Etienne C. Toussaint

American constitutional development has long followed cycles of crisis and restoration, resisting linear narratives of progress. This pattern is especially evident in the interplay between Black protest movements and constitutional interpretation, where transformative possibilities emerge during periods of social rupture but are later constrained by institutional restoration. This Essay argues that W.E.B. Du Bois’s 1920 speculative fiction, The Comet, offers a framework for understanding these cyclical dynamics. The short story’s three-part structure—normalcy, rupture, and restoration—reveals how genuine equality surfaces during catastrophic disruption yet proves unsustainable once hierarchical “normalcy” returns. Using interdisciplinary analysis that combines legal theory, historical inquiry, and literary criticism, this Essay traces “comet cycles” within major Black protest movements from abolition to contemporary struggles. It demonstrates that literary imagination can illuminate constitutional dynamics that conventional doctrinal analysis cannot reach.

Specifically, this Essay argues that Black protest movements function both as catalysts of constitutional rupture and as interpreters of constitutional possibility during suspended moments of normalcy. Examining the abolitionist era, the Civil Rights movement, and present-day struggles through Du Bois’s framework highlights how social movements advance foundational promises of liberty and equality while revealing the fragility of constitutional gains. Even radical critiques of constitutional legitimacy often arise because movements have taken these promises seriously, exposing the inadequacy of conventional reform. This approach offers strategic insight for contemporary movements, clarifying when transformative possibilities emerge and how restoration dynamics undermine them. By centering Black lived experiences as integral to constitutional interpretation, this Essay reframes American constitutionalism as shaped fundamentally by those historically excluded from legal discourse, yet central to its most transformative moments.

Reasonable Moral Doubt

Emad H. Atiq

Sentencing outcomes turn on moral and evaluative determinations. For example, a finding of “irreparable corruption” is generally a precondition for juvenile life without parole. A finding that the “aggravating factors outweigh the mitigating factors” determines whether a defendant receives the death penalty. Should such moral determinations that expose defendants to extraordinary penalties be subject to a standard of proof? A broad range of federal and state courts have purported to decide this issue “in the abstract and without reference to our sentencing case law,” as the Supreme Court recently put it in Kansas v. Carr. According to these courts, “it would mean nothing” to ask whether the defendant “deserves mercy beyond a reasonable doubt” or “more-likely-than-not deserves it” because moral questions are not “factual.” Instead, moral determinations are highly subjective “value calls” to which concepts of doubt and certainty do not intelligibly apply.
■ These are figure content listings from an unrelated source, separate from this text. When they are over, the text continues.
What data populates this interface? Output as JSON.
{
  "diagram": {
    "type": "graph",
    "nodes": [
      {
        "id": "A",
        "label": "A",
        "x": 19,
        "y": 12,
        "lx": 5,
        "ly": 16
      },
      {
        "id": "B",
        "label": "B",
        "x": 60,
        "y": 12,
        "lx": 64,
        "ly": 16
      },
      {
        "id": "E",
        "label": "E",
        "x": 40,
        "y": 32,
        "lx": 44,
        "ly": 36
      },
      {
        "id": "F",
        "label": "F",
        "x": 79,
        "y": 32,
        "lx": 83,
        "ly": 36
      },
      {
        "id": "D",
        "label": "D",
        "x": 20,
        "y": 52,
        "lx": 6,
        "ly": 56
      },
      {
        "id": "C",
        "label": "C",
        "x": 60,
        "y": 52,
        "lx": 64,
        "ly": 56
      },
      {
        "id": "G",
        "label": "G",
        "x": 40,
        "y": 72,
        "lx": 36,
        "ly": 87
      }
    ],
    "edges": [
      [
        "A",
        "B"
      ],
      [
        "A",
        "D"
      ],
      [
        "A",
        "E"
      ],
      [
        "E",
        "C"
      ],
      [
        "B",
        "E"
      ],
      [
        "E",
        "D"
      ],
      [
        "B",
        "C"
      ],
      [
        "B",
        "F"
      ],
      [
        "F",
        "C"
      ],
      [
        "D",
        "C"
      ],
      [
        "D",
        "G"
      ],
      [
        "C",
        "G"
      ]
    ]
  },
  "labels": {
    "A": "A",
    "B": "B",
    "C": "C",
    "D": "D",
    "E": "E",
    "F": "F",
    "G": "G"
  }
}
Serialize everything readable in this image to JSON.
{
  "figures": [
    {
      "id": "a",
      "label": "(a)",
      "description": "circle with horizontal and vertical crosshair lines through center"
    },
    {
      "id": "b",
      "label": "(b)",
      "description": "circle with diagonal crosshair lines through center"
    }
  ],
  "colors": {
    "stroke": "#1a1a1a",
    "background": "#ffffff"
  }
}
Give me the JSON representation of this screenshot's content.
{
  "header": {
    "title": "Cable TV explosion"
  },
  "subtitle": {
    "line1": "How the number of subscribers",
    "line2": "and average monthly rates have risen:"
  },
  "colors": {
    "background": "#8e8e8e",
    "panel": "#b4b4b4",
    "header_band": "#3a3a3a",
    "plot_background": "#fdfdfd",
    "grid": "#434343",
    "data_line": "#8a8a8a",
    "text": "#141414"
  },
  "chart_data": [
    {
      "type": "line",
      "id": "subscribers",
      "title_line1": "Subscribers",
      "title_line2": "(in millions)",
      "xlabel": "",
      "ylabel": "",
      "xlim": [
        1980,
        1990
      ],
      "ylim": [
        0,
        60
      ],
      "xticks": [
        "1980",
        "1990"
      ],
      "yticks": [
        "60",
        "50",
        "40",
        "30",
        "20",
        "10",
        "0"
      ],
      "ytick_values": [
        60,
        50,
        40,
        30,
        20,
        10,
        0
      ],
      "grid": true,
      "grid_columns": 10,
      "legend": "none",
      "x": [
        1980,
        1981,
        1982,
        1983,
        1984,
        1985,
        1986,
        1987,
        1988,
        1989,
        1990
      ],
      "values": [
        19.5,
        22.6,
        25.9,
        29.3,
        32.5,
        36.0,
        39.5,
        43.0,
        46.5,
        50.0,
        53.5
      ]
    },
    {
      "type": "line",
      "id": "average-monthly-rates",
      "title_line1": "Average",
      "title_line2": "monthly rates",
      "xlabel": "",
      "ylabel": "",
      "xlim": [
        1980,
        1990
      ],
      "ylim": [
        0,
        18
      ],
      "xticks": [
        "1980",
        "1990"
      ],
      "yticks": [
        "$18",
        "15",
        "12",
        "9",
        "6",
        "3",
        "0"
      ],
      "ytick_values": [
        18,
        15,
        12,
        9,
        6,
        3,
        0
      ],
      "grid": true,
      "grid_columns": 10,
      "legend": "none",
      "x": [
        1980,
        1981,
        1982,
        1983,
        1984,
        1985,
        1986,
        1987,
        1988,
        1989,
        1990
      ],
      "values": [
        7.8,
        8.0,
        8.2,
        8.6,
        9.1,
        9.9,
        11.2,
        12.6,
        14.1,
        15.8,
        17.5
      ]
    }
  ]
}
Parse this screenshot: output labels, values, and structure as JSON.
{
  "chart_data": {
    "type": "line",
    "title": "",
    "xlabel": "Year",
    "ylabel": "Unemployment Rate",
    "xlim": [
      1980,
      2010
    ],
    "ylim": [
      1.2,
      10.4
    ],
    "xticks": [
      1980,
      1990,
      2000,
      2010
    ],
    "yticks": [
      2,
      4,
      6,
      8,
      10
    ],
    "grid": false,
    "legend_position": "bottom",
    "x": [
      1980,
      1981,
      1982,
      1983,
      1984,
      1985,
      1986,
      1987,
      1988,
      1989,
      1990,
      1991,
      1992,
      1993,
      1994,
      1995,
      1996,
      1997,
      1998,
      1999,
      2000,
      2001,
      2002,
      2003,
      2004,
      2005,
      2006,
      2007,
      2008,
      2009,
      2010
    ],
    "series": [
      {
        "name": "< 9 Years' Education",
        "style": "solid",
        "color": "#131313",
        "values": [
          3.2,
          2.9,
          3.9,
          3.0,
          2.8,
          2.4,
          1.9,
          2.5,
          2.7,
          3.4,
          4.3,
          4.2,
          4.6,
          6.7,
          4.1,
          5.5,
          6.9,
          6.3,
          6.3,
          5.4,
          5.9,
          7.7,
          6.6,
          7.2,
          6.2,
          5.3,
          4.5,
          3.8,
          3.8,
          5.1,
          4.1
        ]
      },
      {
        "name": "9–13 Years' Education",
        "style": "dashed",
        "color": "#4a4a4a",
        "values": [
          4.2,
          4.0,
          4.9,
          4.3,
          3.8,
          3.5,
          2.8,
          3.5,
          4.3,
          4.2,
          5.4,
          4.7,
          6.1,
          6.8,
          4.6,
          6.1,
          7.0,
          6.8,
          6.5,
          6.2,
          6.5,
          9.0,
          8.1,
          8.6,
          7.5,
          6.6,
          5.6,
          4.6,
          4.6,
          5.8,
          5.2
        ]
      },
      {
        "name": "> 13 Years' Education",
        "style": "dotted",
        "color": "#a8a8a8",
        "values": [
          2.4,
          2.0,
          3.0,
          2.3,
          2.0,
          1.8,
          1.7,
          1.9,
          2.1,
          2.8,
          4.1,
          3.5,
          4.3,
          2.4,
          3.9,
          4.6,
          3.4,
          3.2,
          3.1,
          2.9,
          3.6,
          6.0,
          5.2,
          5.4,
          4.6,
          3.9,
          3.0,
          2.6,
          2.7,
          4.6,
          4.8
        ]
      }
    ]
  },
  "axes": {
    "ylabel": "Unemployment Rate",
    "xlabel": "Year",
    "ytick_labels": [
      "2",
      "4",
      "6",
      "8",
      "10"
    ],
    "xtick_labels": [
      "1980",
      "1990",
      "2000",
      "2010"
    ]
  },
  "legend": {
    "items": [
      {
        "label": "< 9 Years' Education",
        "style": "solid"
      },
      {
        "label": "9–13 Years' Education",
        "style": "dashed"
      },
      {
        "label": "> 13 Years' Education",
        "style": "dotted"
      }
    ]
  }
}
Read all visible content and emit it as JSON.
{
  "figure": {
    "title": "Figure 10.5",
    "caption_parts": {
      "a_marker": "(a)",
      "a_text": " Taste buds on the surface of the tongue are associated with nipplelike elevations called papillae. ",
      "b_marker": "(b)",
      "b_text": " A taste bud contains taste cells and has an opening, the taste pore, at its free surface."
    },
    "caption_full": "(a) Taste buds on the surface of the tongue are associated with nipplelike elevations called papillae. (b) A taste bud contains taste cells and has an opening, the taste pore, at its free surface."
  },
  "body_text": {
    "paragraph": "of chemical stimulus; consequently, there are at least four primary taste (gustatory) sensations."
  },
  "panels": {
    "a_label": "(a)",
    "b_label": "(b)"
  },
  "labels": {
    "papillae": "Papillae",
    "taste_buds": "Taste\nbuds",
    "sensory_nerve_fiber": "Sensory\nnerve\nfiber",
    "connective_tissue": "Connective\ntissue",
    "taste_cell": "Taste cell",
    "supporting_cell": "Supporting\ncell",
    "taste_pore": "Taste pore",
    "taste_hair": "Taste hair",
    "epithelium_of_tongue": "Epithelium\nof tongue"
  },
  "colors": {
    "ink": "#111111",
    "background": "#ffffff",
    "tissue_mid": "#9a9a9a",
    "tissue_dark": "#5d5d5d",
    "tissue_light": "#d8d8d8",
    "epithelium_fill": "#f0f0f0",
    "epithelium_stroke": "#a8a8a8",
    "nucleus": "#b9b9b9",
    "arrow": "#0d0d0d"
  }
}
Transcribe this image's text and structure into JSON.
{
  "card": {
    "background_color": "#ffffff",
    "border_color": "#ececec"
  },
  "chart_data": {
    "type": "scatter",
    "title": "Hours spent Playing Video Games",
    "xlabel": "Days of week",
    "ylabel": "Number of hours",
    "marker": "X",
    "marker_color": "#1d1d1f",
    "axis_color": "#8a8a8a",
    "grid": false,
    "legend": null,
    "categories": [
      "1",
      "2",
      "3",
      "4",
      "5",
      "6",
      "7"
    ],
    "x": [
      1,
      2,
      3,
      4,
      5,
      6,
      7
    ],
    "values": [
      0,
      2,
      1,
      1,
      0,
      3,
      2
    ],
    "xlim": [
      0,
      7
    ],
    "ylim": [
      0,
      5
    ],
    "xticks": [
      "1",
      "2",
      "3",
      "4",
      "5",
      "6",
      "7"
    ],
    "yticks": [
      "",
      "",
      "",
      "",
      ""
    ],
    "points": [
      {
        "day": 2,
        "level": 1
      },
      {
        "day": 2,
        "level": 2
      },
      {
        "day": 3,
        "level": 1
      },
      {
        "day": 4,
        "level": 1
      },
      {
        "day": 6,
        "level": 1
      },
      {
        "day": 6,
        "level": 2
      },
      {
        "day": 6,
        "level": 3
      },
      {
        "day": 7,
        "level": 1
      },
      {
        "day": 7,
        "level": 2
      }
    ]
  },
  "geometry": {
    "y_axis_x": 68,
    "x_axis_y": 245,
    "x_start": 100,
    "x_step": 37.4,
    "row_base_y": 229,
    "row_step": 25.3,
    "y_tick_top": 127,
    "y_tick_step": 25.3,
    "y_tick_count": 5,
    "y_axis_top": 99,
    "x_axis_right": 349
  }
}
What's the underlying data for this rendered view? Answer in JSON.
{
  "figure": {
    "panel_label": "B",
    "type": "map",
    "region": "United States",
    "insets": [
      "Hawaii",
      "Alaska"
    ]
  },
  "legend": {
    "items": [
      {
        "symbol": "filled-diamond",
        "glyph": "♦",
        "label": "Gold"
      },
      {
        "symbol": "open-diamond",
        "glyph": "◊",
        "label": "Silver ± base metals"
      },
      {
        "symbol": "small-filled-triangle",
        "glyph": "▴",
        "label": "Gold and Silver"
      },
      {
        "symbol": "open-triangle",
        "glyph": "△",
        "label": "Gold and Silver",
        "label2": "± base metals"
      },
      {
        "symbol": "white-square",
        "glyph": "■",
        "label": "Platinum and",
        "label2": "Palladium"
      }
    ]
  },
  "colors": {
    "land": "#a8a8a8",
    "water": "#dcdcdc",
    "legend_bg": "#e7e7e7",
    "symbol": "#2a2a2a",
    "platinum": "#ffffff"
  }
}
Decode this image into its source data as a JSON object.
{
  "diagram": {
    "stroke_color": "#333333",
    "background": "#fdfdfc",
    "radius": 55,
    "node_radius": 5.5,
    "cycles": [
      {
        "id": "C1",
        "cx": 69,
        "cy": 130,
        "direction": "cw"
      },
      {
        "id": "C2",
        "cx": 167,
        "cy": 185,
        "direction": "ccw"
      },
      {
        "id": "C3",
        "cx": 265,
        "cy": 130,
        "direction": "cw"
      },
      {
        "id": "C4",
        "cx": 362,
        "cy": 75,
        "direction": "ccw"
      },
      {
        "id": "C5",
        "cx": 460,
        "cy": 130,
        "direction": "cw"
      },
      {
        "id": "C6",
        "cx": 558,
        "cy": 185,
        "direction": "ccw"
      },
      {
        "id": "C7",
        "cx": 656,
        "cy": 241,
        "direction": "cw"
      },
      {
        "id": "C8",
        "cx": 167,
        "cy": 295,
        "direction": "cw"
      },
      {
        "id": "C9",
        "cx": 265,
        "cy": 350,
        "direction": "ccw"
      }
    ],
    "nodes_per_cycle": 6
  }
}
Implicit in these rulings is a controversial view of the nature of moral judgment. This Article traces the contours of the view and argues that it is out of step with the way the broader public thinks about morality and fails to address the issues defendants have raised. Courts should avoid wading into such controversial waters for two reasons. First, the judiciary has historically maintained neutrality on issues of significant public concern. Second, even if moral determinations are not factual, applying a standard of proof to at least some moral decisions at sentencing would change the outcome of the sentencer’s deliberations and improve the legitimacy of the legal system. For the reasonableness of doubt depends on context, and moral questions—“Are you certain the defendant deserves death?”—make salient the stakes relative to which a person should decide what to believe about ordinary empirical matters. On the resulting view, reasonable doubt in the final moral analysis is not just intelligible, but essential for correcting a bias in the structure of the bifurcated criminal trial that systematically disadvantages defendants: the tendency for de-contextualized “factual findings” in the guilt phase to control outcomes at sentencing.